Another Reason to Drink! Mutant Yeast Strain in Japanese Sake Helps Fight Fatigue

Japanese sake lovers now have more reason to love the Japanese alcoholic beverage. Scientists have found a new yeast strain that produces high levels of amino acid ornithine known to have the ability to fight fatigue.

Ornithine is known for its fatigue-fighting properties, as well as improving athletic performance. But ornithine is also used for wound healing, weight loss, and improving sleep quality. The one found in the study, a non-genetically modified mutant strain, can be easily applied in brewing the sake.

Japanese Sake Offers More Goodness With Its Fatigue-Fighting Mutant Yeast Strain
Japanese Sake Offers More Goodness With Its Fatigue-Fighting Mutant Yeast Strain Pixabay



Mutant Sake Yeast Strain Produces High Levels of Ornithine

Researchers from the Nara Prefecture Institue of Industrial Development and Nara Institute of Science and Technology have discovered a mutant strain of sake yeast that produces ten times the amount of the amino acid ornithine than its parent yeast strain.
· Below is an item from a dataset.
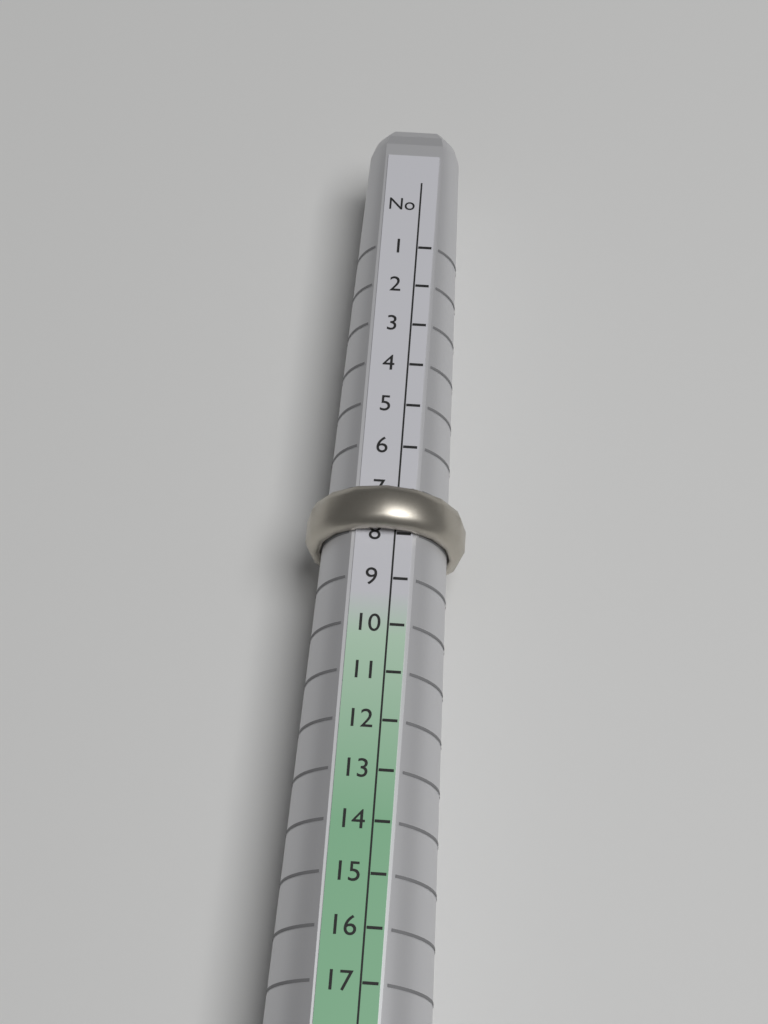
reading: 8 No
As a non-protein-making amino acid and a precursor to arginine and proline, ornithine performs several physiological functions like improving sleep quality and fighting fatigue.

Masataka Ohashi, the first author of the study, said that they wanted to get sake yeast strains with improved ethanol tolerance. The yeast is exposed to high concentrations of ethanol during the fermentation process, obstructing the viability, cell growth, and fermentation.
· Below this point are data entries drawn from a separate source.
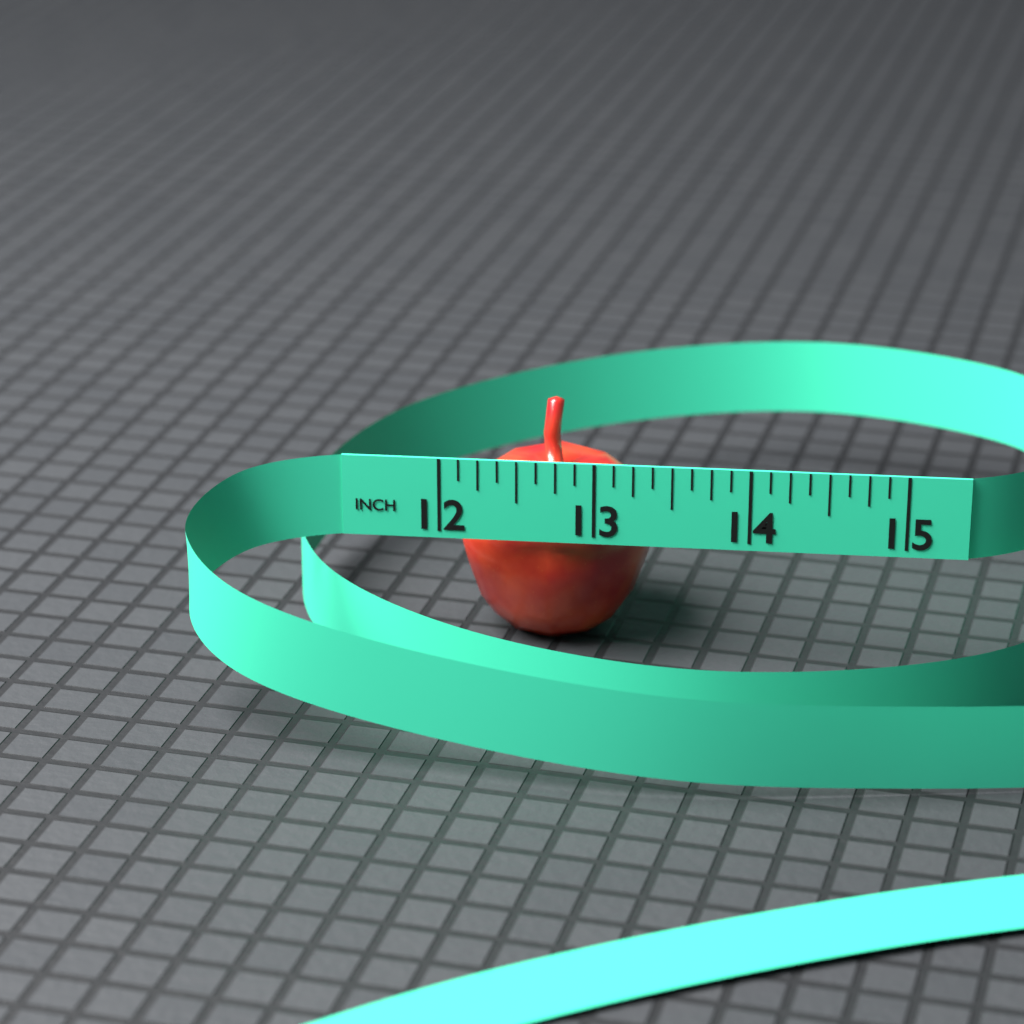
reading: 13.375 in
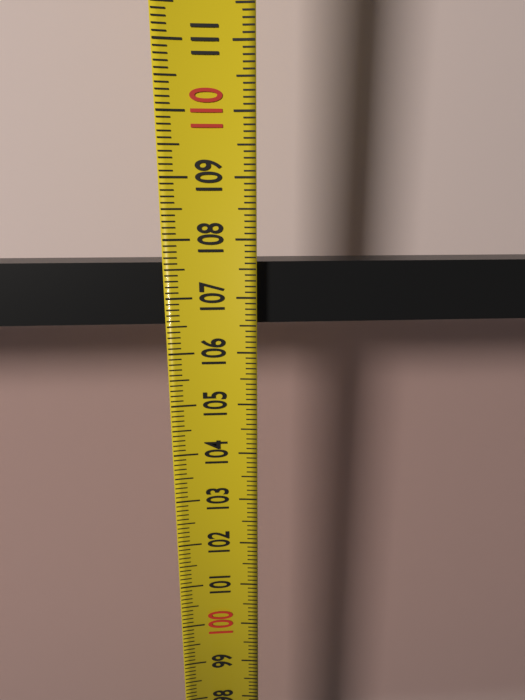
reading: 107.6 (no unit)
Improved ethanol production and lesser fermentation time are achieved when ethanol tolerance in sake yeast is increased.

The researchers sequestered mutant yeast strains that have collected proline to look for yeast strains that are ethanol-tolerant, which can lessen ethanol toxicity using conventional mutagenesis, like one that does not include genetic modification.
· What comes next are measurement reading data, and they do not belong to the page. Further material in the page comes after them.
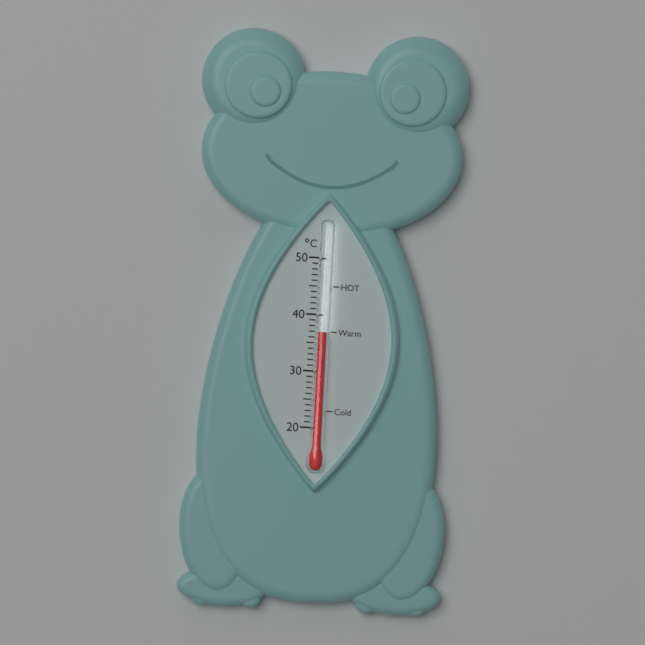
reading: 37 °C
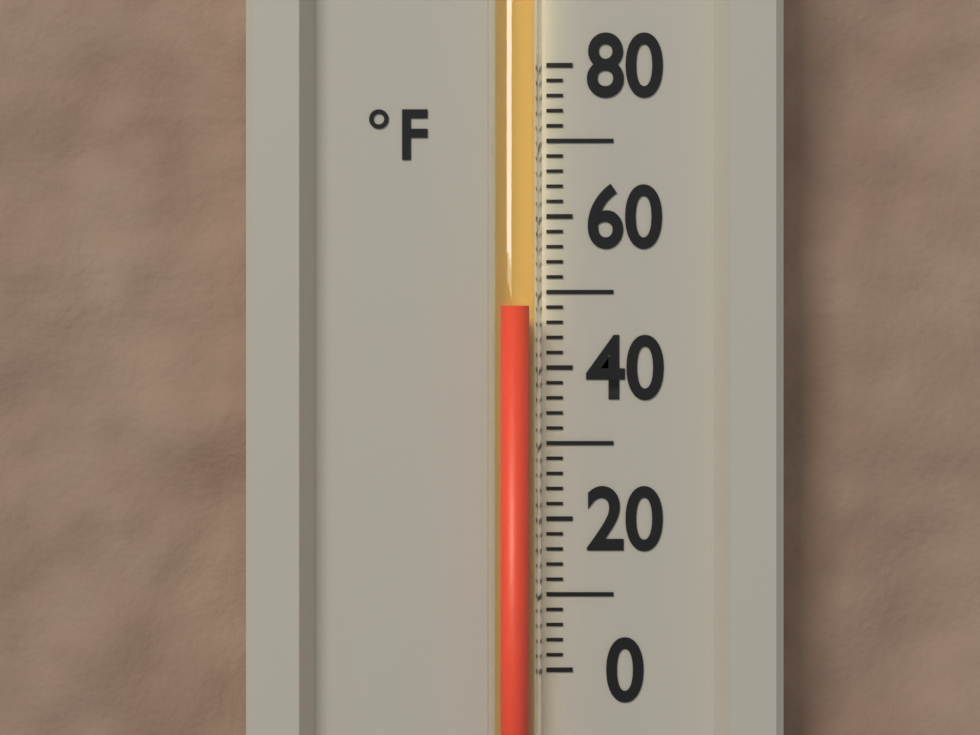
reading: 48 °F
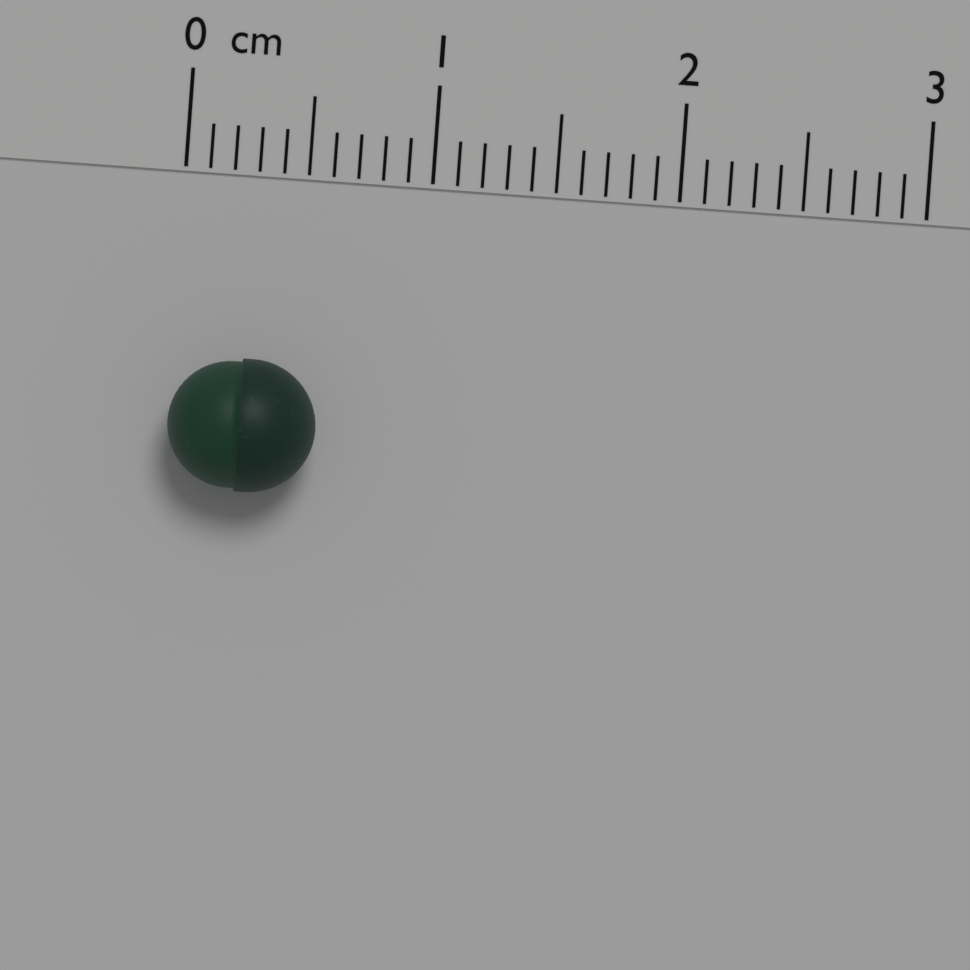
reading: 0.6 cm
Moreover, the researchers also performed brewing tests using sake yeast strains and conducted genome sequence analysis. After that, they identified and examined a new yeast strain from a gene of the yeast that encodes a variant of N-acetyl glutamate kinase, which increases the level of ornithine in cells.

Corresponding author Professor Hiroshi Takagi said they initially constructed industrial yeast strains that can clone itself and that accumulate proline to increase the productivity and ethanol tolerance of the yeast.

However, even if self-cloning yeasts do not contain any foreign genes or DNA sequences because they only have yeast DNA, those yeasts are deemed not acceptable to the public as they are considered to be genetically modified.

The researchers successfully isolated non-genetically modified yeasts that have high levels of the ornithine, about ten times of the parent yeast widely used in the Japanese sake.


Purpose of the Mutated Yeast Strain

The researchers hope that the results of their study would be used in developing new strains of yeasts for the production of high levels of ornithine. Plus, the yeast strain they discovered in this study could be used in the production of dietary supplements rich in ornithine that are made from yeasts.

Moreover, Professor Takagi explains that there are two purposes for breeding industrial yeast. First, it is for the enhancement of its fermentation ability and a boosted tolerance to environmental stresses during fermentation, and the diversity of the flavors of the product.

The development of yeast strains that overproduce functional amino acids would contribute so much in food-related industries.